The only GPU to date, that has had more than even 2
texture units, is the Radeon 7500. Ever wonder why
the Radeon 7500 did so well with Serious Sam benchmarks,
even though it is an older generation chip? Croteam
was texture happy with that title and it really looks
great as a result. ATi actually incorporated 3
texturing units on the Radeon 7500 and then scaled back
down to two on the Radeon 8500. The Parhelia 512 has
4 texturing units, capable of delivering 4 Quad Textured
pixels per clock.
Vertex Shaders:

Vertex Shaders,
now here's an obvious advantage that NVIDIA capitalized on
with the GF4 Ti 4600. When it comes to DirectX 8
and next generation OpenGL gaming, Vertex and Pixel
Shaders are prerequisites. The more shaders you have
running in parallel, the more horsepower you have to run
today's amazing new game engines. The Parhelia 512
has 4 Vertex Shading engines, two more than the mighty
GeForce4 Ti.
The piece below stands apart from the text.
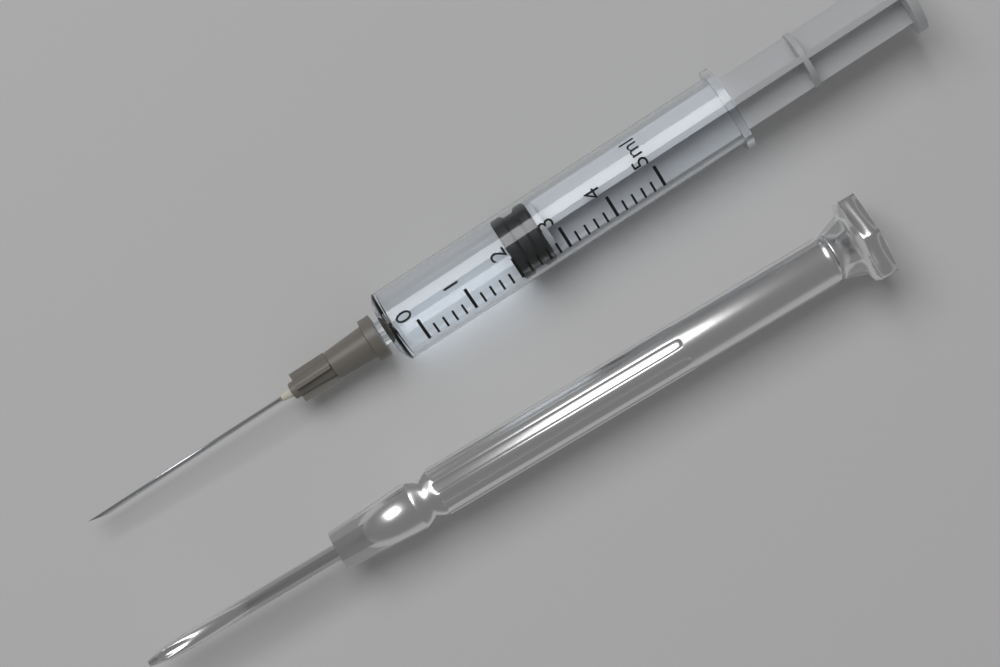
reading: 2.0 ml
In addition, these Vertex Shaders
are DirectX 9 compliant and are "version 2.0" engines.
Here's an
example of what these Quad Vertex shaders can do to bring
special lighting and animation effects to an object to
give it more realism, in addition to Quad Texturing.
Quad
Vertex Shader Effect
Click viewing

So then, let's
animate things a bit. The following scene was
rendered on the Matrox Parhelia 512 GPU.
Under
water reef - Click to download or stream AVI

Pixel Shaders
and Texture Units:

In total, the
Parhelia 512 has a "36 stage" Shader Array, which includes
a 5 stage Pixel Shader, in each of the 4 rendering pipes
(20 total) and 4 Quad Texturing Units (16 total).
The Radeon 8500 and NVIDIA GeForce4 Ti have 2 stage Pixel
Shaders in each of their four rendering pipelines (8
total), and 2 Quad Texturing Units, for a total of a 16
stage Shader Array. The Pixel Shaders in the
Parhelia 512 are also version 1.3 and are DirectX 8
compliant, like the GeForce4 Ti and Radeon 8500.